Set \(\delta = \min_{i} \delta_{x_i} / 2 > 0\). This choice ensures
\(\delta + \delta_{x_i}/2 \le \delta_{x_i}\) for every \(i\), so that any point within distance
\(\delta\) of a half-size ball lies inside the corresponding full-size ball where \(f\) is controlled.
Concretely: for any \(x, y \in K\) with \(d(x, y) < \delta\),
\(x\) lies in some \(B(x_i; \delta_{x_i}/2)\), so \(d(x, x_i) < \delta_{x_i}/2\); then
\(d(y, x_i) \le d(y, x) + d(x, x_i) < \delta + \delta_{x_i}/2 \le \delta_{x_i}\), placing \(y\) in
\(B(x_i; \delta_{x_i})\).
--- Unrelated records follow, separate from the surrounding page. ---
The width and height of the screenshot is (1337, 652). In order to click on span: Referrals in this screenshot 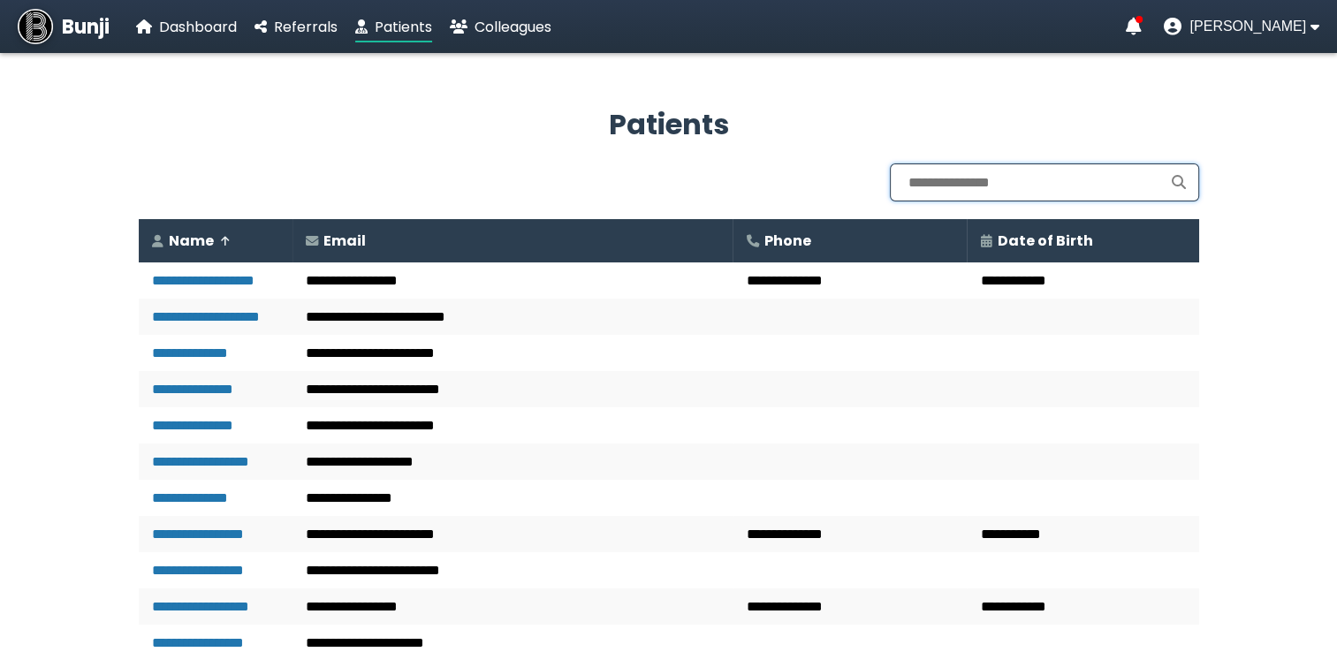, I will do `click(306, 27)`.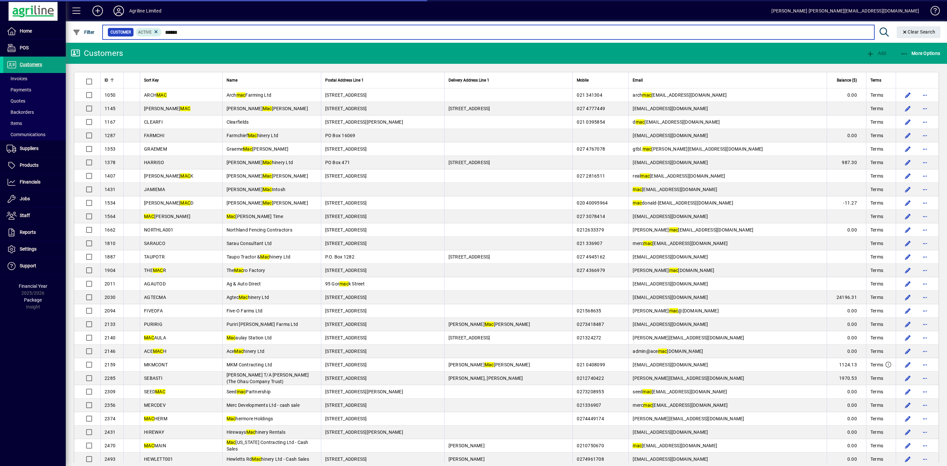 This screenshot has height=466, width=947. I want to click on a: Products, so click(35, 165). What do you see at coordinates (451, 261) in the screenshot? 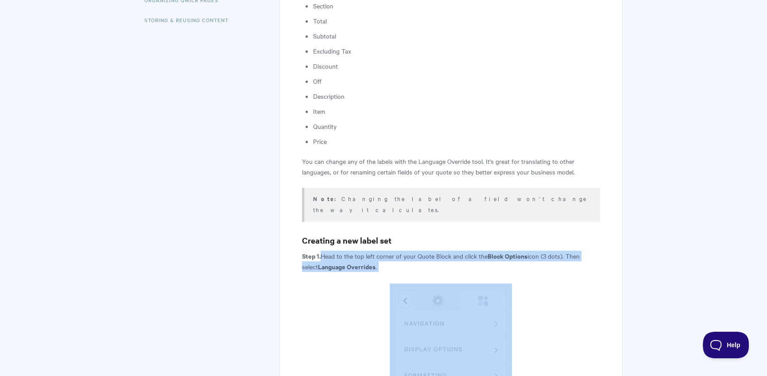
I see `p: Head to the top left corner of your Quote Block and click the icon (3 dots). Then select .` at bounding box center [451, 261].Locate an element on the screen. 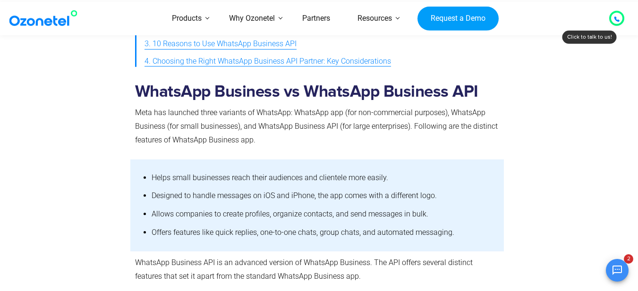  span: Offers features like quick replies, one-to-one chats, group chats, and automated messaging. is located at coordinates (303, 232).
Both \(f(x)\) and \(f(y)\) therefore lie in \(B(f(x_i); \varepsilon/2)\), so
\(d(f(x), f(y)) < \varepsilon\). This \(\delta\) depends only on \(\varepsilon\), proving uniform continuity. \(\square\)
Insight: Optimization Stability via Uniform Continuity
While the EVT guarantees that a solution exists, the Heine-Cantor Theorem gives our
objective a uniform behaviour: on a compact domain, the modulus of continuity
\(\omega_f(\delta) = \sup\{|f(x) - f(y)| : d(x, y) < \delta\}\) tends to zero as
\(\delta \to 0\), with a rate that does not vary across the domain.
This does not by itself bound the gradient — uniform continuity is strictly weaker than
Lipschitz continuity (\(f(x) = \sqrt{x}\) on \([0, 1]\) is uniformly continuous but not
Lipschitz near \(x = 0\)). To obtain a bounded gradient one additionally applies the Extreme
Value Theorem to \(\|\nabla f\|\) under a \(C^1\) assumption. Together, these two pieces —
uniform modulus plus bounded gradient — provide the stability guarantees that let engineers
choose learning rates \(\eta\) safely across the entire compact search space.